Why Strategy, Law, And Organization?

In this post, I advance a simple argument: A combined Strategy, Law, and Organization lens provides superior solutions to difficult business and legal problems. Good business lawyers understand that legal problems are necessarily business problems. Yet, understanding the law, by itself, is insufficient to understand and solve complex business problems. Examples include mergers and acquisitions and intellectual property. Strategy is the lynchpin because strategy is about business activity. Organization puts the focus on the legal structure of business deals.

The Transaction Cost Problem: Revisiting The Roche/Genentech Merger

I recently discussed how the high transaction costs of writing intellectual property agreements inhibited research and development collaboration between Roche and Genentech.  Transaction costs, and their attendant risks, became an intractable problem when the companies were separate entities.  Transaction costs greatly decreased after the acquisition because one entity owned all of the intellectual property.  The problem of allocating intellectual property rights by contract was solved, and the risks of intellectual property allocation could be managed and optimized.

  • How big of a factor were the transaction costs of allocating intellectual property rights in the merger decision?
  • If, as Ronald Gilson contends, lawyers add value as transaction cost engineers, why did the lawyers fail to write agreements that satisfied the business people?  Was it even possible to write a contract to cover the intellectual property issues that spanned organizational boundaries?
  • Did factors other than transaction costs drive the merger decision?

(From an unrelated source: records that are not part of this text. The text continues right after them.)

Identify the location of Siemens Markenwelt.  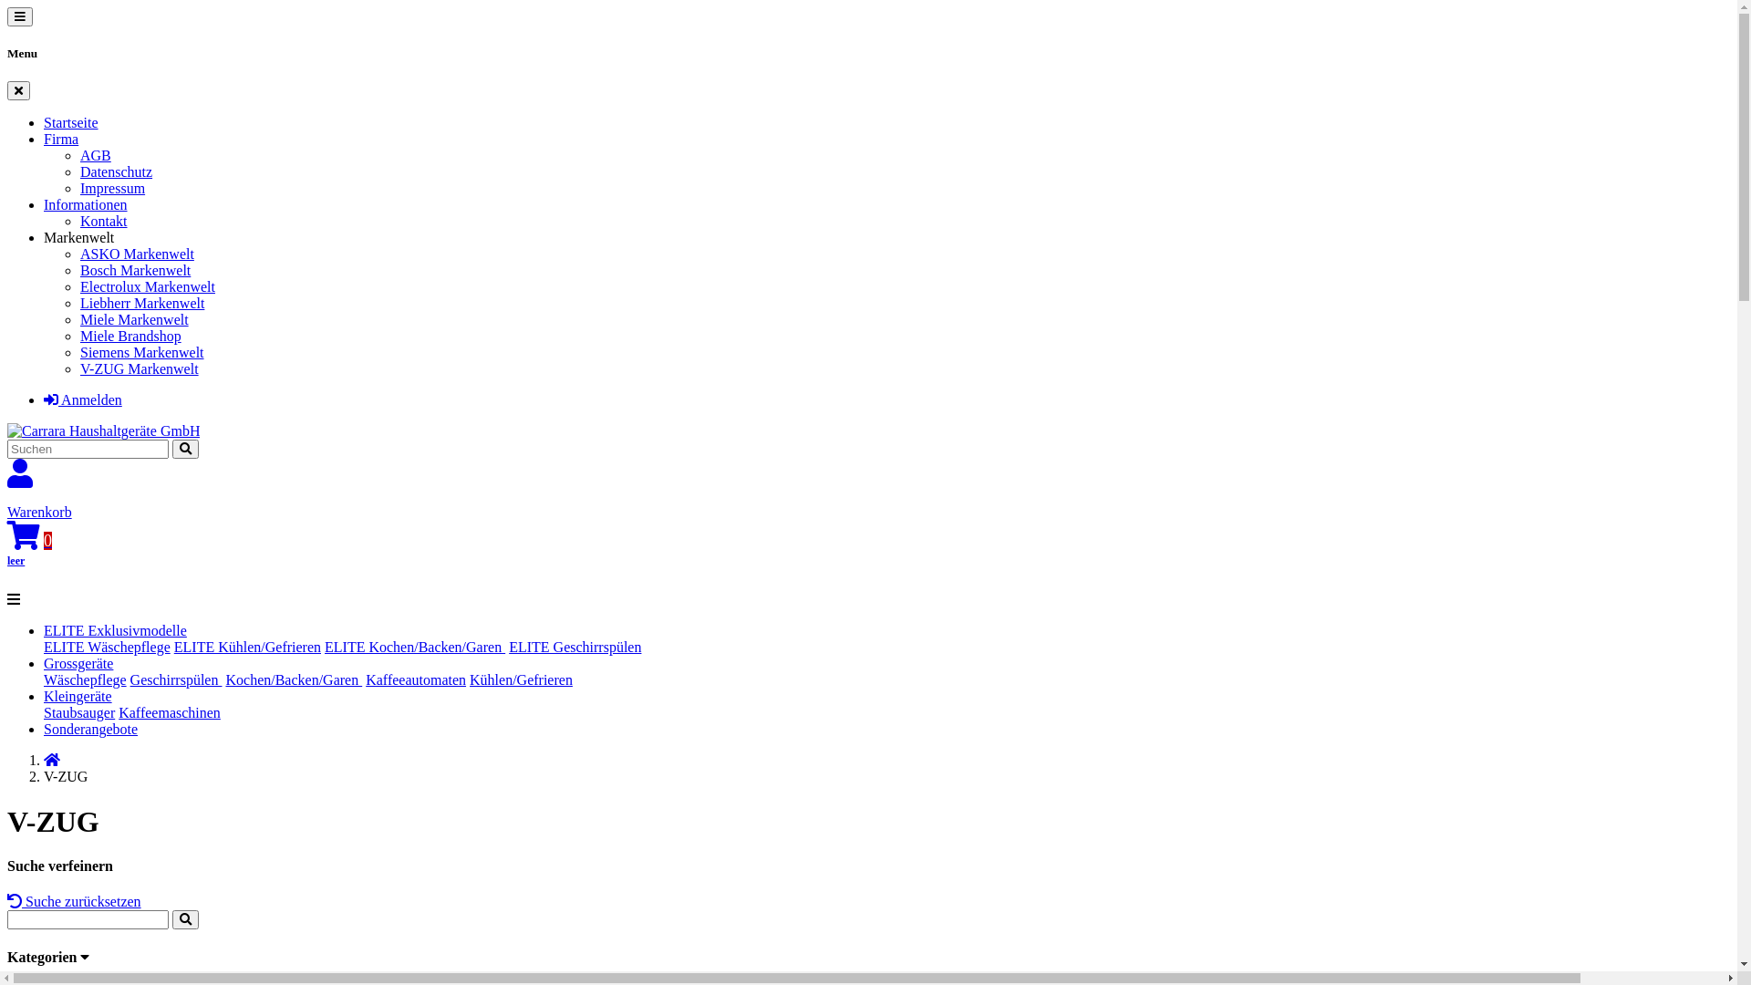
(142, 352).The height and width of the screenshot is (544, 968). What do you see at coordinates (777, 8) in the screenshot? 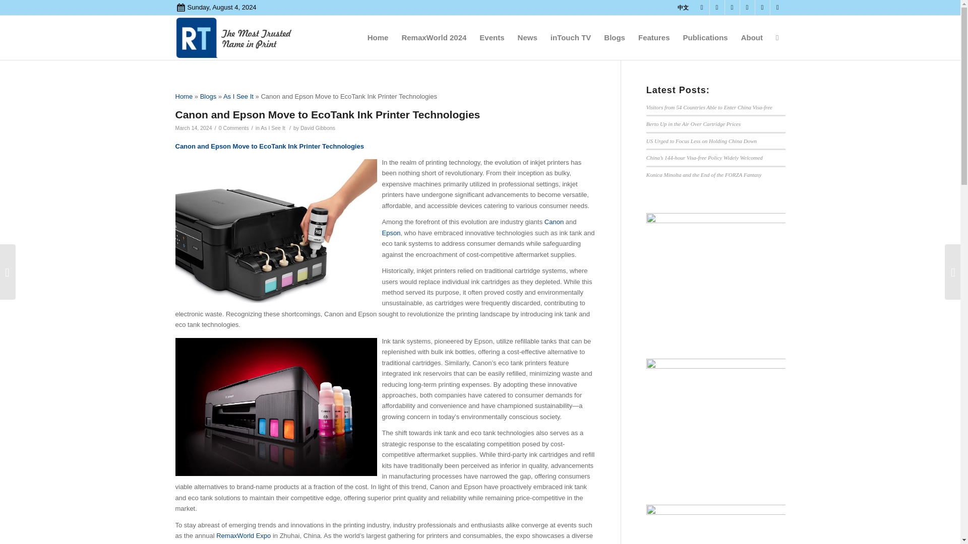
I see `Rss` at bounding box center [777, 8].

Why A Combined Strategy, Law, And Organization Lens Is Needed To Solve Business And Legal Problems

Why is knowing the law, by itself, insufficient to understand problems that both are business and legal in nature? Because such problems cut across easy, clean categories.

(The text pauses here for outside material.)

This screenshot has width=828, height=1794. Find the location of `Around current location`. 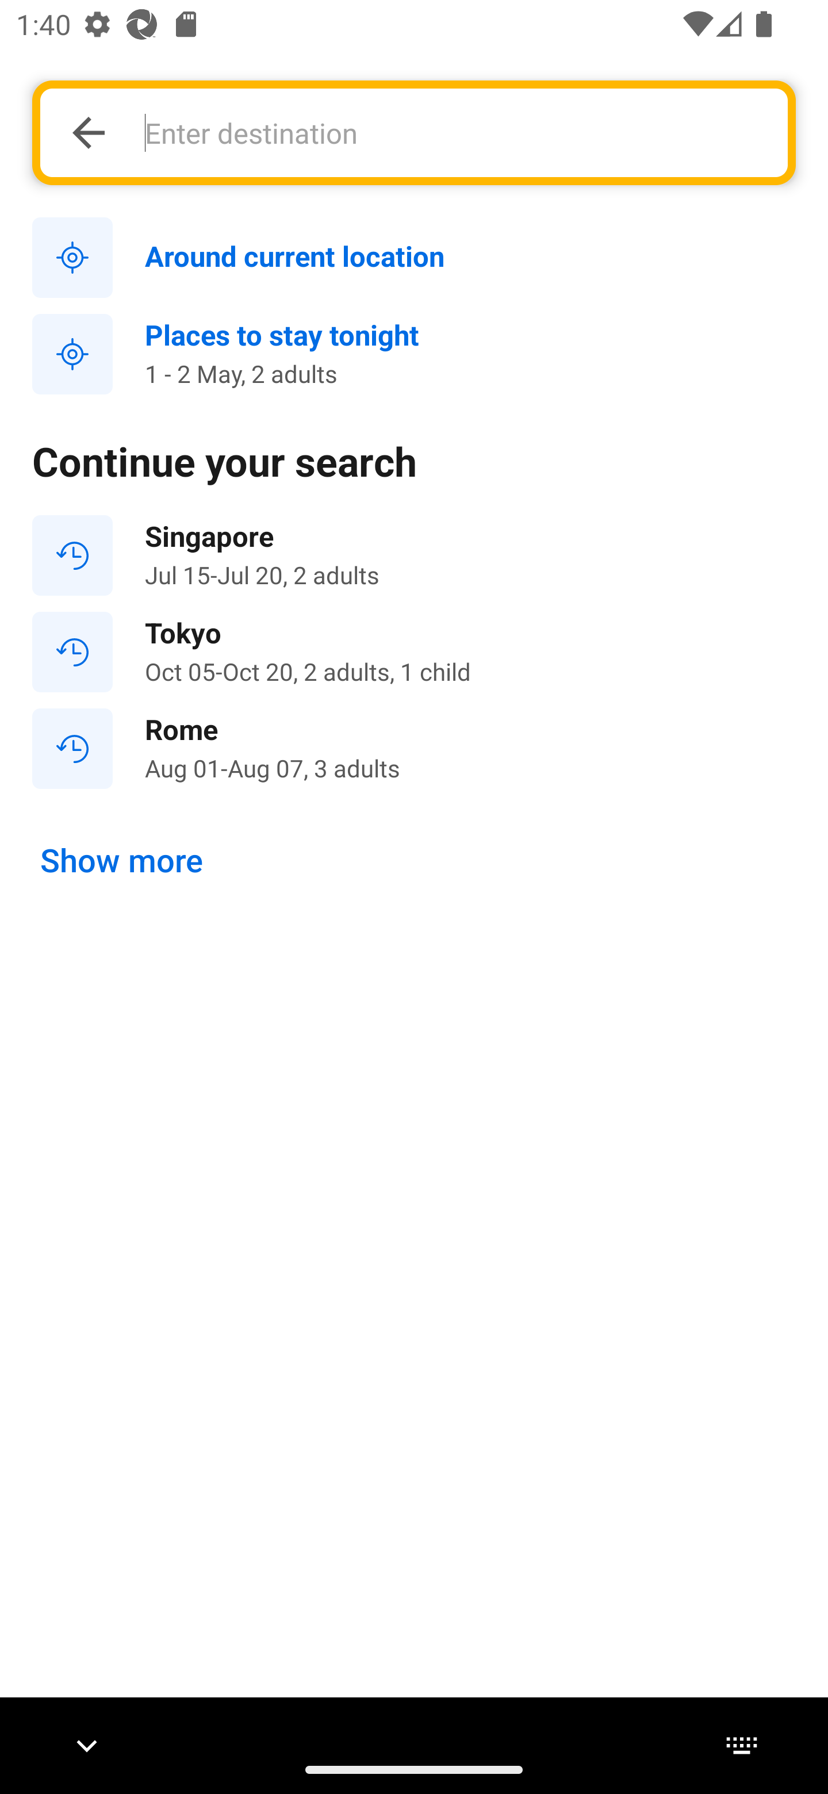

Around current location is located at coordinates (414, 258).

Oliver Williamson, the 2009 Nobel Co-Laureate in Economics, explains how a combined lens of law, economics and organization informs strategy:

This review shows that a combined law, economics, and organization theory approach leads to different and deeper understandings of the purposes served by complex contract and economic organization.  The business firm for these purposes is described not in technological terms (as a production function) but in organizational terms (as an alternative mode of governance).  Firm and market are thus examined comparatively with respect to their capacities to organize transactions, which differ in their complexity, so as to economize on transaction costs.

(emphasis added)

Applications

Consider two quick examples of how a combined lens enhances understanding of business and legal problems.

1. Mergers and Acquisitions: Mergers and acquisitions economize on the transaction costs of contracting in the market.  The Roche/Genentech example powerfully illustrates how a merger or acquisition can dramatically reduce the transaction costs (i.e., risks) of contracting.  However, mergers and acquisitions involve much more than transaction cost reduction.  From the legal side, mergers and acquisitions are about getting the legal structure of the deal right.  In addition, though, risk can be optimized, or turned into a positive, through a merger or acquisition.  Within the context of a company’s strategy, when and how do risk optimization considerations affect how merger and acquisitions should be done?

2. Intellectual Property: Transaction costs of allocating intellectual property rights are related to strategy and organization.  First, organization theory implicates legal decisions and activities.  Whether transaction costs are high or low affects the effectiveness of undertaking intellectual property activities within the firm or to writing intellectual property agreements with other parties.  Second, decisions about organization are decisions about strategy.  How the firm does its intellectual property activities is one element of strategy.  Since transaction costs are but one small influence on strategy, how do legal and business interact?  Business priorities should drive legal moves.  Legal considerations should not dominate business strategy.

Discussion

Again, the question is: Why strategy, law, and organization?

Certainly economic analysis, and transaction cost analysis in particular, provides insights into law and organization.  Economics also informs strategy, or choices about how the firm will compete.

The important point is that strategy is the practical application of economics.  Strategy is what leaders and managers formulate and execute.  Leaders do not develop and implement economics.

As the two examples demonstrate, strategy is about making decisions concerning risk management and risk optimization.  Economics educates the analysis of risk management and risk optimization.  Strategy provides the framework for choosing among alternatives in light of competitive priorities, and provides the direction for achieving those priorities.  By contrast, economics does not provide the competitive priorities, or tell leaders how to pursue those priorities.  In this way, Legally Informed Strategy and a combined Strategy, Law, and Organization lens go hand in hand.

For these reasons, a combined Strategy, Law, and Organization lens provides superior solutions to complex business and legal problems.

Douglas Y. Park
Twitter: @DougYPark

NOTE: The full citations for the two articles mentioned are:

Ronald J. Gilson, Lawyers as Transaction Cost Engineers, in The New Palgrave Dictionary of Economics and the Law. Peter Newman, ed. New York: Stockton Press, 1998. p.508-514.

Oliver E. Williamson. 2005. “Why Law, Economics, and Organization?Annual Review of Law and Social Science 1: 369-396.

There are no comments yet. Be the first and leave a response!

Leave a Reply


Wanting to leave an <em>phasis on your comment?